One of the ways we might come closer to understanding the DaDa movement and its significance in capturing the “spirit” of modernity would be to look at its relationship to past traditions and the movements and motives that inspired it. In Hugo Ball’s "Flight out of Time", he stresses the importance that the realization of the Great War as a sombre reflection of man’s supposed triumph over nature really bared little significance in comparison to the chaos and destruction caused by depression. Man became “ordinary” as Ball describes, in the face of Capitalism and it was gradually more obvious that identity was always partial and contradictory, forced upon us by the ideological structures of inequality such as patriarchy, colonialism and capitalism. From this, came the DaDa movement which was as Raymond Williams describes in "The Politics of Modernism", “a violent rejection of tradition: the insistence on a clean break from the past.”[1] These ideas are exemplified in Ball’s essay "Lecture on Kandinsky" where he says that “world history splits into two parts.” There is no sense of progression between the past and the present but instead an “epoch before...and an epoch after” where “the meaning of the world disappeared.” It is unarguably a clear split, with no suggestion of foundations in the past summed up simply by Duchamp in an interview with John Perreault as “freedom.”[2] At this point I would like to introduce some examples of anti-art as a way of explaining the radical split with tradition to which Ball refers:



Fig1. Banksy, Custardized Oil #3, 2006, Oil on printed canvas, UK

Fig2. Duchamp, Marcel, L.H.O.O.Q., 1919, Chromolithograph, Paris


Duchamp’s L.H.O.O.Q. is a perfect example of the split from convention that was the DaDa movement. It forces into ridicule the sense of establishment and natural beauty represented by the Mona Lisa and with the drawing on of a beard and moustache completely undermines any of the artist’s original work. The letters L.H.O.O.Q. inscribed on the bottom when read aloud in French are a homophone of “elle a chaud au cul,” meaning, “she has a hot ass.” The parodying of such a popular piece of Renaissance art is so striking because for us as the viewer, there is something of an untouchable air about this original painting, shrouded in mystery. For Duchamp to so easily undermine what the Mona Lisa represents is undoubtedly a great example of how the DaDa movement was split from past traditions. Williams classifies such examples as “active opposition to the established institutions, or more generally to the conditions within which these exist.”[3] I think what is particularly important is the recognition that DaDa stands very much alone in its inspiration and there is little logic in its connection to previous art forms. Ball makes this point clear in his essay that it was a radical split, a definite boundary with no connections to the past other than the social and political strife from which it was formed:
“The avant-garde, aggressive from the beginning, saw itself as the breakthrough to the future: its members were not the bearers of a progress already repetitiously defined, but the militants of a creativity which would revive and liberate humanity.”[4]

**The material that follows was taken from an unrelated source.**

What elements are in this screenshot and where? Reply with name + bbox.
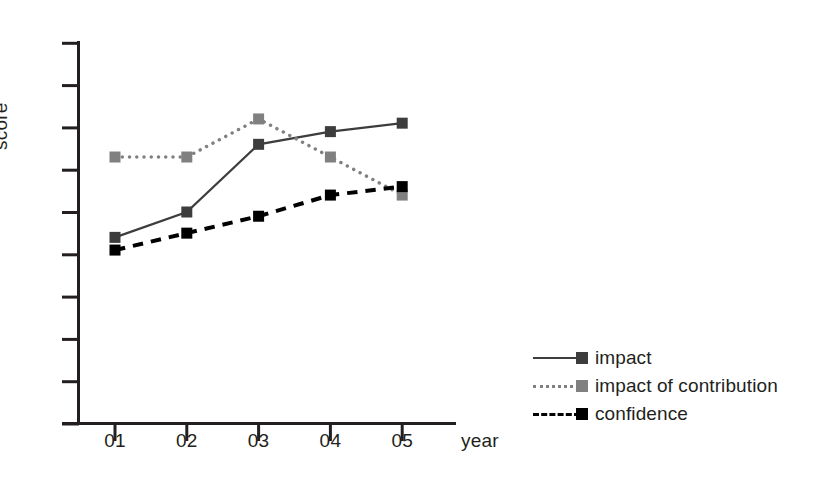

[1] Williams, Raymond, The Politics of Modernism (UK: Verso, 1996) p.52
[2] Duchamp, Marcel taken from an interview with Perreault, John, DaDa Perfume: An Interview with Duchamp (US, 1996) <>
[3] Williams, Raymond, Culture (UK: Fontana, 1981) p.70
[4] Williams, Raymond, The Politics of Modernism (UK: Verso, 1996) p.51

Monday, 14 September 2009

Eye love.....SKULLS




Welcome!

For some reason i spent about three hours trying to come up with something savvy and a bit exciting for my page. That may have been because i get easily distracted by things. Particularly when those things are fridge, jam donuts, looking at things i should be doing and not doing them, and carpet. At the moment i look quite a lot like this:



But give me a few days to get some stuff on here, become a fan/follower, and i pledge to satisfy your sight fetishes. And no I'm not really a fat gamer with a beard. Except on Sundays.